By Emma Jane Kirby BBC, Ypres |

Archaeologists excavating the route of a planned motorway near Ypres in Belgium have uncovered a series of trenches very little changed from the day they were abandoned at the end of World War I.
They contained the bodies of some soldiers, together with weapons, and objects used by the troops to help pass the time.
 Trench warfare was a horrific feature of World War I |
This is the first time the battlefields of Ypres have been excavated professionally, with a team of Belgian archaeologists working alongside military experts from Britain. The dig has revealed a network of trenches which were home to thousands of British, Australian, Canadian and Indian soldiers between 1914 and 1918.

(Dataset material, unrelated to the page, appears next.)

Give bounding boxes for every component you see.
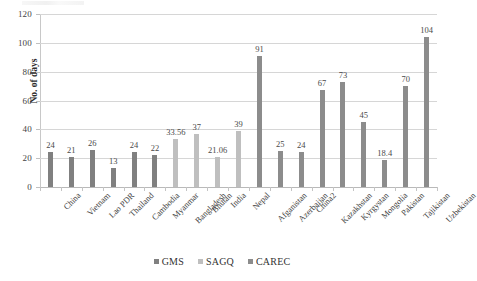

Excavation workers have filled a ship's container with artefacts from the period which include rifles, rum jars and newspapers.
 | YPRES BATTLES Ypres and its Flanders surroundings were the scene of three major WWI battles UK and France suffered estimated 500,000 casualties German losses put at more than 420,000 55,000 UK and Commonwealth soldiers who died have no known grave Their names are recorded on Ypres' Menin Gate, where the Last Post is sounded nightly |
Five bodies still in uniform have also been recovered. The MoD is now trying to trace the relatives of one man who they believe died fighting with the Fifth Battalion Northumberland Fusiliers.
But this important historical site is soon to be bulldozed to make way for a motorway.
War graves protection groups are campaigning to get the road re-routed but historians warn that there would be nothing gained from changing the building plans.
Ypres was such a significant World War I battlefield that the whole area is riddled with trenches and unmarked graves.